Younger brother of Carla Walker, murdered at age 17 in 1974. Last night Dateline covered the 1974 cold case rape and murder of this high school student in Texas. The episode (S30, E14: After the Dance) is streaming on Peacock. See also:
https://www.star-telegram.com/news/local/crime/article257750098.html
The case was solved with the help of Othram Labs, https://othram.com/, a private lab that was able to re-evaluate the evidence in this case and with the use of genetic genealogy, establish that the DNA left on the victim’s clothing belonged to a man who had lived a few streets away from her family. The suspect had passed a police polygraph back in the day. Go figure.
If you watch the show, you will see and hear how crime scene investigators in 1974 collected, handled and preserved the evidence so that 21st century technology could be used to solve the crime. One of the many cruel disappointments in the OCCK investigation has been learning over the past 15 years how poorly the state police handled the evidence–mishandled, in fact–from four child murders in the biggest unsolved serial homicide case in Michigan history. You can whine all you want about how limited forensics were back then, but why on earth would this agency not leave everything in order and do the best job they could to preserve evidence and organize files as they, time and again, put this case back on the shelf?
More to the point in 2022, why will the MSP not run the most sophisticated DNA testing available on the evidence they did manage to preserve and keep track of? I’ve told you before, we have offered to help pay for this testing. Even as I type that, I cringe thinking about what that agency did with all of the grant monies it received and how it has never, not once, had to answer or account for how it has spent taxpayer money on this case over the decades in this allegedly “open” case. The last word from anyone with authority in this case concerning DNA was in 2012. A decade ago.
There was also mention in the show about how detectives had taken photos of everyone who attended this young woman’s funeral. This reminded me that last year my brothers and I discussed how police had taken photos of not only my brother Tim’s funeral service–many, many photos of people in attendance, but also of the front door to the funeral home where my brother’s body was after the autopsy. Police took photos from the roof of a parking structure across the street from the funeral home. There were photos of my family coming and going. Who else “stopped in,” or tried to?
I am guessing photos were probably taken at Kristine’s service, and maybe even Jill’s and Mark’s. Knowing everything we now know, why can’t we take another look at those photographs to see if we recognize someone from the rogue’s gallery we have seen over the past 15 years? I considered filing a FOIA request with the state police, but I know what would happen. They would charge me a lot of money to do the search (which should take all of 30 minutes) and then tell me one of two things. Can’t find them, therefore they don’t exist, or if I send them $4,500 they will send me some copies. Maybe.
Last year we contacted the Birmingham Police on the off chance they had the photos, at least of the stakeout of the funeral home. They, unlike their predecessors at that PD over the decades, were incredibly helpful, searched the remaining files they had, and could not find any such photos. They did allow my brother to review all of their remaining files in Tim’s case. No charge, no cruelty, no snarky letters from their FOIA people; they showed him what they had. They actually told us because they were our hometown PD, they were there to help however they could, even though they could not change the past. It was obvious most of the case information had been handed over to the state police black hole.
In what world does a victim’s family member have to file a FOIA request and pay a bunch of money in order to look at those old photographs again? After my brother’s funeral, we all had to sit in our living room and go through probably 1,500 photos to tell police who we recognized and who we did not. Because the state police have demonized our family specifically, I am sure if one of the other families had such a request, they would at least get a return phone call.
At the end of the day, the police in Texas wanted to solve this young woman’s murder case and that’s why they stuck with it and pursued every avenue and other resources to get the job done. The serial murder of four children held captive for days before their executions does not merit the same attention by the Michigan State Police?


EXERCISE PROMPT — Collect the lines of the entries where "gridline" shows up.

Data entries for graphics
- - -

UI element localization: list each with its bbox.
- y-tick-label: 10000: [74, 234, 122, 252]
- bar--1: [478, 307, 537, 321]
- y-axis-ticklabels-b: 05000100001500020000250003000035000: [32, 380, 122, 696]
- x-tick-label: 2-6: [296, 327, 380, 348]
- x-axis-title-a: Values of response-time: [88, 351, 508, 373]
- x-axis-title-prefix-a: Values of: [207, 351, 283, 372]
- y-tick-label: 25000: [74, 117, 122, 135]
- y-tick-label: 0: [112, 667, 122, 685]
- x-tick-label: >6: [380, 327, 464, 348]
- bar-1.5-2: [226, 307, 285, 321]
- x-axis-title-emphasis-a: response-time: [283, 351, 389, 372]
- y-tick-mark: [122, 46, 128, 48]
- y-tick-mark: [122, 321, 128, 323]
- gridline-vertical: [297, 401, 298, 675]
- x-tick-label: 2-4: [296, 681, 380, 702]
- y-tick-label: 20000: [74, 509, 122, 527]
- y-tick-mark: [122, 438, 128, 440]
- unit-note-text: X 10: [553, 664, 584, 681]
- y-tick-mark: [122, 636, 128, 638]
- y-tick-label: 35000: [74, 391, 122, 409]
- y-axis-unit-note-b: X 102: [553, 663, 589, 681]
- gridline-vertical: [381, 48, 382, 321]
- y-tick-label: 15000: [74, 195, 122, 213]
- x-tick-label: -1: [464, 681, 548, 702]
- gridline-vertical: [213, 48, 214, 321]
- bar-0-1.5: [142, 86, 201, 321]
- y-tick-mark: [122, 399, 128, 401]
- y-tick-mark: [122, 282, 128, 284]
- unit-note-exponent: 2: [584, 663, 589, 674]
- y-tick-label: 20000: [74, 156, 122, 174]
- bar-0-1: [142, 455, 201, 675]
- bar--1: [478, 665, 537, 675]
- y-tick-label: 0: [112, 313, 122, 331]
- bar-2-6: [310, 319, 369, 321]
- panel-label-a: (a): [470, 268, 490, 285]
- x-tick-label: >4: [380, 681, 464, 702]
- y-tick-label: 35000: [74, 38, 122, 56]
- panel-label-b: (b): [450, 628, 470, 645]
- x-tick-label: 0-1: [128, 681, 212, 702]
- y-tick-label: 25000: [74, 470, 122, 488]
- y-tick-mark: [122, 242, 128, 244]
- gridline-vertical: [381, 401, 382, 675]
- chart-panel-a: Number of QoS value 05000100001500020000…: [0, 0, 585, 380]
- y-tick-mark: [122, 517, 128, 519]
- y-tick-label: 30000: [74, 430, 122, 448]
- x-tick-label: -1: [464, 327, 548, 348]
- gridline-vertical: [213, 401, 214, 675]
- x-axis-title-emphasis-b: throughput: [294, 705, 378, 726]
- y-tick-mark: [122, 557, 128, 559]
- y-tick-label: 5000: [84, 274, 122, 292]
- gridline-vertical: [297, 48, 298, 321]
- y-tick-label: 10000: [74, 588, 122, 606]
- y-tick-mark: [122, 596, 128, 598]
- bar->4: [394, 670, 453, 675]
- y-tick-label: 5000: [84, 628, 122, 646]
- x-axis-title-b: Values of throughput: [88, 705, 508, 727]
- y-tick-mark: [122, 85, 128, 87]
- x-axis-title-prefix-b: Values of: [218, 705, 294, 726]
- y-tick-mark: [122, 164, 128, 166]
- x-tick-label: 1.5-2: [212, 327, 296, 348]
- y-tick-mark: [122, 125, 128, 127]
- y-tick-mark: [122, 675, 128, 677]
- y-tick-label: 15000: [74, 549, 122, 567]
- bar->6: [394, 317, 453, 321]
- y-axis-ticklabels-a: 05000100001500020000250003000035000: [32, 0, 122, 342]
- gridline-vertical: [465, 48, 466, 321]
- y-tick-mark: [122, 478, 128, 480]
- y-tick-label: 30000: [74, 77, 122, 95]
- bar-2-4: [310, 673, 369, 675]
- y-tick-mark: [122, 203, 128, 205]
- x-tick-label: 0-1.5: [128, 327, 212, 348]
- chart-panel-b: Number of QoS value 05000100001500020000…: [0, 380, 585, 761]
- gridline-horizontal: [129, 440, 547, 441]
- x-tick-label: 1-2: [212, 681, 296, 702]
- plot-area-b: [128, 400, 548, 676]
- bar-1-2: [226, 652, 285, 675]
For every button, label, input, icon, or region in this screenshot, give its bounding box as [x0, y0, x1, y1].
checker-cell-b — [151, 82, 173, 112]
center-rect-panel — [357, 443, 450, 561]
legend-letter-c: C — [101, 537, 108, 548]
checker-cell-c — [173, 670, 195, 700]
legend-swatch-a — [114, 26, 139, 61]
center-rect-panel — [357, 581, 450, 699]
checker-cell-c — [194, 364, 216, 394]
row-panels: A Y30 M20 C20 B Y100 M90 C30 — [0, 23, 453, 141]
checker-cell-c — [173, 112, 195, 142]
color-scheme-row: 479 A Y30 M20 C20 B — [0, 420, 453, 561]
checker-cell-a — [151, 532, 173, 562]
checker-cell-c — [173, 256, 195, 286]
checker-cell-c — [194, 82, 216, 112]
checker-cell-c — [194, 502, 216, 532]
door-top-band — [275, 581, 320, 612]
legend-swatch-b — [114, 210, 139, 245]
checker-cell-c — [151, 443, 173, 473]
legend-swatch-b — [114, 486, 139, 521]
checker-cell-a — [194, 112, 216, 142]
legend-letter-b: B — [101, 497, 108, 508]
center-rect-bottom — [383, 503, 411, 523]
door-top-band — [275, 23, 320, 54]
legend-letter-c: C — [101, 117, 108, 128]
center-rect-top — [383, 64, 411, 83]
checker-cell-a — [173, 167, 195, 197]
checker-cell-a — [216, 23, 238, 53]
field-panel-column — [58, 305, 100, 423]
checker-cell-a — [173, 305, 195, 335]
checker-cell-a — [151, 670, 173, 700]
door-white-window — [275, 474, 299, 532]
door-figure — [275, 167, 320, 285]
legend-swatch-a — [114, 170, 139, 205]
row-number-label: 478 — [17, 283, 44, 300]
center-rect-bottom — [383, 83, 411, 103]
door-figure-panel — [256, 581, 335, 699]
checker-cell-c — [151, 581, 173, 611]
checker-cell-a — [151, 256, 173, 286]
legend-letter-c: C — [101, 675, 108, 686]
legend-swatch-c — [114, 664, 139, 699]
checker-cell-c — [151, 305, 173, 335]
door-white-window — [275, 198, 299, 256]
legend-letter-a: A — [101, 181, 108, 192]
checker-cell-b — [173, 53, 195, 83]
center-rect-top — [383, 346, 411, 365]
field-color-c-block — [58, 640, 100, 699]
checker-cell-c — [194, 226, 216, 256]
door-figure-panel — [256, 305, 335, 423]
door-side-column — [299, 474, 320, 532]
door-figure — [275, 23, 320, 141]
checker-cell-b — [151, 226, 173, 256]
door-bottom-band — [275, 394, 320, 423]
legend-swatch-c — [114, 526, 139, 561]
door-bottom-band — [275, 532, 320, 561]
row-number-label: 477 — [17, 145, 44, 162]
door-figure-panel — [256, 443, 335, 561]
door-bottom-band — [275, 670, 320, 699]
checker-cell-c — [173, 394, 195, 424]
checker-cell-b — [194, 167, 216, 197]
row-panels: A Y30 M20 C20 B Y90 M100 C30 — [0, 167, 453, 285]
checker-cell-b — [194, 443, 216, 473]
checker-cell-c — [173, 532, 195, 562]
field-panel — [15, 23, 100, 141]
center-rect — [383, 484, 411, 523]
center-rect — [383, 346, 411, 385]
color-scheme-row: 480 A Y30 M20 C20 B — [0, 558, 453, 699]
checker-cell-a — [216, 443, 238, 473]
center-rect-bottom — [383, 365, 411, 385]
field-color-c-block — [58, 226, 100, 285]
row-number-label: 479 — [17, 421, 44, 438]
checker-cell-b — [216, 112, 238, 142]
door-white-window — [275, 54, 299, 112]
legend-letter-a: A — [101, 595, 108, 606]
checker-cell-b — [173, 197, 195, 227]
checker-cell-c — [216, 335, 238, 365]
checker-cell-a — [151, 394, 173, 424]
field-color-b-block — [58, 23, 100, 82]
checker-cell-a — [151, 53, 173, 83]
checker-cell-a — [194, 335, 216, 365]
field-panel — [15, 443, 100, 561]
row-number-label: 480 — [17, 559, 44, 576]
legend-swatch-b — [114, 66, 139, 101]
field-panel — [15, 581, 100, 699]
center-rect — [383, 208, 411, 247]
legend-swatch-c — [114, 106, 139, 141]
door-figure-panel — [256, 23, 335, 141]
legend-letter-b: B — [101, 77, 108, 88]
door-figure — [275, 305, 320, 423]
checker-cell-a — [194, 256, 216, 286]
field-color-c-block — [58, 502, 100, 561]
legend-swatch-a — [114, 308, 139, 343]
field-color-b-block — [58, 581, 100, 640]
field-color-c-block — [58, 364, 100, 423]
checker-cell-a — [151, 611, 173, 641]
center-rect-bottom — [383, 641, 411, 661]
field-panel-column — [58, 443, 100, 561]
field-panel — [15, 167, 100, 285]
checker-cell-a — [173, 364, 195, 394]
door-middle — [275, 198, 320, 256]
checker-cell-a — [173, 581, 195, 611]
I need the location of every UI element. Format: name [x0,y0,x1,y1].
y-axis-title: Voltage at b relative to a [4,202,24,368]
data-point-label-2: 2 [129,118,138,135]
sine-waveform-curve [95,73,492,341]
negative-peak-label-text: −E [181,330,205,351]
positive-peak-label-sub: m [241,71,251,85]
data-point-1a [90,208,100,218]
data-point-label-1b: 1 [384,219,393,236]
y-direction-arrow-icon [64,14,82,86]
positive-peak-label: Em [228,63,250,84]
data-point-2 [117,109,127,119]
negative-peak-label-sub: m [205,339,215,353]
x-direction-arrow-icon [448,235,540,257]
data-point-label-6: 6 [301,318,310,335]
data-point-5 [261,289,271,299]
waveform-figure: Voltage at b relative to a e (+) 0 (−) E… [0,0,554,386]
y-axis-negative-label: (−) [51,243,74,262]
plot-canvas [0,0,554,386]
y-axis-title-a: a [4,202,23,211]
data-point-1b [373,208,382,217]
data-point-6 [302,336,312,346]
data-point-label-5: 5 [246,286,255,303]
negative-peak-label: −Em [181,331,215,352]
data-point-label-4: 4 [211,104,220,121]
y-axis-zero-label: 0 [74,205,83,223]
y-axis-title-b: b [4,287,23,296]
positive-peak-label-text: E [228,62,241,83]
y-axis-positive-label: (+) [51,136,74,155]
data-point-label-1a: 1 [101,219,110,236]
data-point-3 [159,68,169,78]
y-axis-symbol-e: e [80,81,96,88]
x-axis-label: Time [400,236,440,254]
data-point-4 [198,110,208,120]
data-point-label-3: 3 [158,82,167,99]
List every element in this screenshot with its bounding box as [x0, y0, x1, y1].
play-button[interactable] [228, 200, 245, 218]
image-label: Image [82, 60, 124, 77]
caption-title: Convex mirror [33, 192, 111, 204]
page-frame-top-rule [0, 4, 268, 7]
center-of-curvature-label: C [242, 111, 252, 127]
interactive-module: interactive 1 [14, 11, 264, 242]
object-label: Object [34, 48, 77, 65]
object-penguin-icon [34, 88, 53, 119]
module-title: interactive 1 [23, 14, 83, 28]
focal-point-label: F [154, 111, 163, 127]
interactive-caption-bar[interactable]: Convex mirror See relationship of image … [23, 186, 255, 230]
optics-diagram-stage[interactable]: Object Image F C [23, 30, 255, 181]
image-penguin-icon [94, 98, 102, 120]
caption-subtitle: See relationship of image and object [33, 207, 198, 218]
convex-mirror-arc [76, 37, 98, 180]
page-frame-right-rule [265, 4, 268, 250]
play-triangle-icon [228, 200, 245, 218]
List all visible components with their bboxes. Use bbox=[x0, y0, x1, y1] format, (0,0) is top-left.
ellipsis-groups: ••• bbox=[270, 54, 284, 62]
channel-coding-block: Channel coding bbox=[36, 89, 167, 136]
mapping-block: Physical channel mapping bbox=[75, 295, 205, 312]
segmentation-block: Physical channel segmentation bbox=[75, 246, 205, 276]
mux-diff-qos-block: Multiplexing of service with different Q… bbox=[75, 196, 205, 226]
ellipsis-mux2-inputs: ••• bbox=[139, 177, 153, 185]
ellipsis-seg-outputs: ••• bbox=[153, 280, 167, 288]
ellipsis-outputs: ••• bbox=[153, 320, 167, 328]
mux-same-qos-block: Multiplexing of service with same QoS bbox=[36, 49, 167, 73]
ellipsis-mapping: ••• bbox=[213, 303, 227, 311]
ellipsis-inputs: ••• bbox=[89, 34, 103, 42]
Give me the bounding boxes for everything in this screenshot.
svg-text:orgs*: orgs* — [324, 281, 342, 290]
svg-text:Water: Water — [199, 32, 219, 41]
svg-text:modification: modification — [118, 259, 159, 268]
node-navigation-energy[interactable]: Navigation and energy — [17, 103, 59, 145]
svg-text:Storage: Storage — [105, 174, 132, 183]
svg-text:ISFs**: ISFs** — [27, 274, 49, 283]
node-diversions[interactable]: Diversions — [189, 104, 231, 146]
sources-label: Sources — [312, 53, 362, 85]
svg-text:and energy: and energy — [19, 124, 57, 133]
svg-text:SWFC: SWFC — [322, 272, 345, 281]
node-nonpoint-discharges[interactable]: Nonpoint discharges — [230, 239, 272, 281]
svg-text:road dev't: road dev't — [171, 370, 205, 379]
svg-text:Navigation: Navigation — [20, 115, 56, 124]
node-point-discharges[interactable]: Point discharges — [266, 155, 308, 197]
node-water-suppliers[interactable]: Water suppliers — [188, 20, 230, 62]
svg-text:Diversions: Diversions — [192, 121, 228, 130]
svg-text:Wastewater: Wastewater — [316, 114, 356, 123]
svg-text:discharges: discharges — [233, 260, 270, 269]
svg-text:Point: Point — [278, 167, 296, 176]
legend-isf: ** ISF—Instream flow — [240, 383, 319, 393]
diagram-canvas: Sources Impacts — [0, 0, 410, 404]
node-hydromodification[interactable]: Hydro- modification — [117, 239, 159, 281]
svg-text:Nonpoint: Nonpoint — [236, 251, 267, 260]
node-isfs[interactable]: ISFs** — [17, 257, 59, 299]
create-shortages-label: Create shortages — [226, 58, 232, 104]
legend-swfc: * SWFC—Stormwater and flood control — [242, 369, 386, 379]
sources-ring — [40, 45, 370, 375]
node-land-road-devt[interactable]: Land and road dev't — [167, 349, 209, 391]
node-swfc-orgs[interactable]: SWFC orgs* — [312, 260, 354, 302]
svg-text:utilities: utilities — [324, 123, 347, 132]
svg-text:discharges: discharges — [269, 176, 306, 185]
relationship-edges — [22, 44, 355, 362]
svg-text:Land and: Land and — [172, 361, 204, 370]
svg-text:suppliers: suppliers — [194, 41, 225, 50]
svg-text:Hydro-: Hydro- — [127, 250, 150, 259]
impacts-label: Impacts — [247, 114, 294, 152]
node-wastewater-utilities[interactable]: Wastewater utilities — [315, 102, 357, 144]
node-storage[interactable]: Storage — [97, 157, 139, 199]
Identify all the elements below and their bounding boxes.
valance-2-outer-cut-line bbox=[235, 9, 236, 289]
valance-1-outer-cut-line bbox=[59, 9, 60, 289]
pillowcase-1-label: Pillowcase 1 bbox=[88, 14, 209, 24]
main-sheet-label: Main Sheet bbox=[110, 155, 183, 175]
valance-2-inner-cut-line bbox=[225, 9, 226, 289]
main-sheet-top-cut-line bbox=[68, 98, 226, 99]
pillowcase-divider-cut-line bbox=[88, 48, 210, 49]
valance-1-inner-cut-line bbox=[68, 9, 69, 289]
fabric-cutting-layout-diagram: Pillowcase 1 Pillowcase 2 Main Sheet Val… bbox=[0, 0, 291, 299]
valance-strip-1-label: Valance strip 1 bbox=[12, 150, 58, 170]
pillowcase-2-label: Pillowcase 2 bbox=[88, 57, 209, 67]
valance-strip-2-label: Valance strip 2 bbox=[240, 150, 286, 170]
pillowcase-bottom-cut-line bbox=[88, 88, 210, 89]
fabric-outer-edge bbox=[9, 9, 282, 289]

- - -

TASK RESULT —
- gridline-vertical: [297, 401, 298, 675]
- gridline-vertical: [381, 48, 382, 321]
- gridline-vertical: [213, 48, 214, 321]
- gridline-vertical: [381, 401, 382, 675]
- gridline-vertical: [213, 401, 214, 675]
- gridline-vertical: [297, 48, 298, 321]
- gridline-vertical: [465, 48, 466, 321]
- gridline-horizontal: [129, 440, 547, 441]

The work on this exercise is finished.